Directions for this task:
The output should consist solely of the line containing "Find the location of a particular element. This" and all lines after it through the final line of the entries below, reproduced exactly.

Given information:
****************

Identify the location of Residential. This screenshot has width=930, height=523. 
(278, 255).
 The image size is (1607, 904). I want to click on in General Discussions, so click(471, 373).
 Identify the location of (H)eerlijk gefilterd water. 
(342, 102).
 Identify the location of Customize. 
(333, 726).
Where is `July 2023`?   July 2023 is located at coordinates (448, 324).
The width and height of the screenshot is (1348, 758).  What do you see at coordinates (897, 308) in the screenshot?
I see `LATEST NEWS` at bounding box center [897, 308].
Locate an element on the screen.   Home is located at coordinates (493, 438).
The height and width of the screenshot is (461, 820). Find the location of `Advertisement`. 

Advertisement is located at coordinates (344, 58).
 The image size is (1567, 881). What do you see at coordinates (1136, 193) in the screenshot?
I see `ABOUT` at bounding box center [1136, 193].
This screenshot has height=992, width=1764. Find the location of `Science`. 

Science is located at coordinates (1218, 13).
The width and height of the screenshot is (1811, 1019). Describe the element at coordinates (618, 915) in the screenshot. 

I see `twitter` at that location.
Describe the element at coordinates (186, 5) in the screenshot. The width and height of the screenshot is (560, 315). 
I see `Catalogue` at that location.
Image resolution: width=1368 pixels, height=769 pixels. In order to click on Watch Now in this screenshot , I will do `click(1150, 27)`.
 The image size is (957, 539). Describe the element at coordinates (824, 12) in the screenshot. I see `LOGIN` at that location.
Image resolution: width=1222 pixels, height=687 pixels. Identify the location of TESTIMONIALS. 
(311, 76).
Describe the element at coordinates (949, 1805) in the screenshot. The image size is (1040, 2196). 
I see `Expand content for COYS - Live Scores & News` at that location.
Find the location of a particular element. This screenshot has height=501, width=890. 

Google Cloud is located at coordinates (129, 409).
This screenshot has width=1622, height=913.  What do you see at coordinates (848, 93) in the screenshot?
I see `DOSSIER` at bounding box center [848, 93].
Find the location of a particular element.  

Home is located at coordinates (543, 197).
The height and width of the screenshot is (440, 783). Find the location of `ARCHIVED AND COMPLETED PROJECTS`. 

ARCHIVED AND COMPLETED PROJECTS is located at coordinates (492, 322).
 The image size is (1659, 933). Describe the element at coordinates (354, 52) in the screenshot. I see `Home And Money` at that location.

****************

Solved problem:
Find the location of a particular element. This screenshot has height=501, width=890. 

Google Cloud is located at coordinates (129, 409).
This screenshot has width=1622, height=913.  What do you see at coordinates (848, 93) in the screenshot?
I see `DOSSIER` at bounding box center [848, 93].
Find the location of a particular element.  

Home is located at coordinates (543, 197).
The height and width of the screenshot is (440, 783). Find the location of `ARCHIVED AND COMPLETED PROJECTS`. 

ARCHIVED AND COMPLETED PROJECTS is located at coordinates (492, 322).
 The image size is (1659, 933). Describe the element at coordinates (354, 52) in the screenshot. I see `Home And Money` at that location.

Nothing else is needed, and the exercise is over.